Express & Star

Peter Rhodes on insurance traps, a premium-bond surprise and how old folk become invisible

Read today's column from Peter Rhodes

Published

TWO years ago my car-insurance premium was just over £300. The renewal notice has just arrived and they want £495. That's a rise of more than 30 per cent per year. I drive less than 7,000 miles a year in a cheap, sensible car with no speeding tickets or licence points and a 10-year no claims bonus. So why are they hammering me? Because they think they can.

THE Financial Conduct Authority is investigating the alleged milking of loyal customers by insurance companies. and I bet they uncover all sorts of nastiness. In the meantime I shopped around and got the cover I wanted, not at £495 but at £229.

HERE'S a thought. If we can buy insurance against car thieves, burglars and careless drivers, why can't we buy insurance against insurers?

SOME years ago I met one of the leaders of the Mujahideen fighting the Russian invaders of Afghanistan. Walid shook hands warmly with me, my wife and several of our friends. But when I introduced him to my father he did not shake hands. Instead, Walid stepped back, placed his right hand over his heart and bowed. He was making the point that the old are to be revered and that it was a special honour for him to be introduced to my father. The Old Man was chuffed.

THAT little brush with Islam shapes two of my views today. The first is disdain for those politicians, here and in Europe, who would force Muslims to shake hands, in the Western manner, with everyone they meet. There are all sorts of ways of saying hello and the best is the one that comes from the heart.

THE second echo from that introduction is how the status of the elderly has diminished. There was a time when young people needed old people because the folk with grey hair possessed much wisdom. Old people were also rare. These days, the world is swarming with pensioners and the kids have rumbled that you can discover more knowledge on Google in five minutes than the average pensioner has accumulated in a lifetime. We are becoming longer-lived but also less useful, less valued. Worse, we are becoming invisible.

IT'S just happened to me for the first time. I recently spent ten minutes discussing a training course with the twentysomething organiser. Three days later I dropped in at his office to finalise the details. I recognised him but he could barely remember me. He may just have a bad memory but other old 'uns tell me this sort of thing happens all the time. It is as though you reach 60 and, having turned grey, become invisible. And I suspect it's worse for women.

ONE evening last week we discussed selling my Premium Bonds which had produced damn-all for ages. Over the next two days four £25 wins arrived. How do they know?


* _REQUIREMENT_
Please set down the listing exactly, from the first line to the last.

* _DATA SECTION_
********************
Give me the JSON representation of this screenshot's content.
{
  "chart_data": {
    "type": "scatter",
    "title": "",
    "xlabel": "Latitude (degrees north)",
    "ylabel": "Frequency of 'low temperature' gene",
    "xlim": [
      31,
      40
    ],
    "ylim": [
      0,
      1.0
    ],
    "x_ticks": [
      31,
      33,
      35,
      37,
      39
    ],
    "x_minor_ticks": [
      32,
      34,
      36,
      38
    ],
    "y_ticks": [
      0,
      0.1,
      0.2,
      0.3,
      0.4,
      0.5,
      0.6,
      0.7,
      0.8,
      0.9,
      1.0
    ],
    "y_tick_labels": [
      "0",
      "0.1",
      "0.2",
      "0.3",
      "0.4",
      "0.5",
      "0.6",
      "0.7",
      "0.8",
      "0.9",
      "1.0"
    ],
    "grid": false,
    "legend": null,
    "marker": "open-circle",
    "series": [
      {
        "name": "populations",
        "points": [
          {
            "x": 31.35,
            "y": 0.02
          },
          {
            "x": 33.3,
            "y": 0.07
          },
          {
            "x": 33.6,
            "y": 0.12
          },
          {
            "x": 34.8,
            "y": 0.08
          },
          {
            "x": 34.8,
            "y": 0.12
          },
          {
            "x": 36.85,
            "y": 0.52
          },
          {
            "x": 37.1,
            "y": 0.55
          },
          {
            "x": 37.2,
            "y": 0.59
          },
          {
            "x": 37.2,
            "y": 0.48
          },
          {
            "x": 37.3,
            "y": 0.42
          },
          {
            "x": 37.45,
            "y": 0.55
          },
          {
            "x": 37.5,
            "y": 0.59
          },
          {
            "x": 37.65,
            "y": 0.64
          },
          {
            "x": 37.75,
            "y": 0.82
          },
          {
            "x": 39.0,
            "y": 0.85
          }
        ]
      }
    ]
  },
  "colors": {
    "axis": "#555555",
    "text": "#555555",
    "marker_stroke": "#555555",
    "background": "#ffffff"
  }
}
********************
* _RESPONSE_
Give me the JSON representation of this screenshot's content.
{
  "chart_data": {
    "type": "scatter",
    "title": "",
    "xlabel": "Latitude (degrees north)",
    "ylabel": "Frequency of 'low temperature' gene",
    "xlim": [
      31,
      40
    ],
    "ylim": [
      0,
      1.0
    ],
    "x_ticks": [
      31,
      33,
      35,
      37,
      39
    ],
    "x_minor_ticks": [
      32,
      34,
      36,
      38
    ],
    "y_ticks": [
      0,
      0.1,
      0.2,
      0.3,
      0.4,
      0.5,
      0.6,
      0.7,
      0.8,
      0.9,
      1.0
    ],
    "y_tick_labels": [
      "0",
      "0.1",
      "0.2",
      "0.3",
      "0.4",
      "0.5",
      "0.6",
      "0.7",
      "0.8",
      "0.9",
      "1.0"
    ],
    "grid": false,
    "legend": null,
    "marker": "open-circle",
    "series": [
      {
        "name": "populations",
        "points": [
          {
            "x": 31.35,
            "y": 0.02
          },
          {
            "x": 33.3,
            "y": 0.07
          },
          {
            "x": 33.6,
            "y": 0.12
          },
          {
            "x": 34.8,
            "y": 0.08
          },
          {
            "x": 34.8,
            "y": 0.12
          },
          {
            "x": 36.85,
            "y": 0.52
          },
          {
            "x": 37.1,
            "y": 0.55
          },
          {
            "x": 37.2,
            "y": 0.59
          },
          {
            "x": 37.2,
            "y": 0.48
          },
          {
            "x": 37.3,
            "y": 0.42
          },
          {
            "x": 37.45,
            "y": 0.55
          },
          {
            "x": 37.5,
            "y": 0.59
          },
          {
            "x": 37.65,
            "y": 0.64
          },
          {
            "x": 37.75,
            "y": 0.82
          },
          {
            "x": 39.0,
            "y": 0.85
          }
        ]
      }
    ]
  },
  "colors": {
    "axis": "#555555",
    "text": "#555555",
    "marker_stroke": "#555555",
    "background": "#ffffff"
  }
}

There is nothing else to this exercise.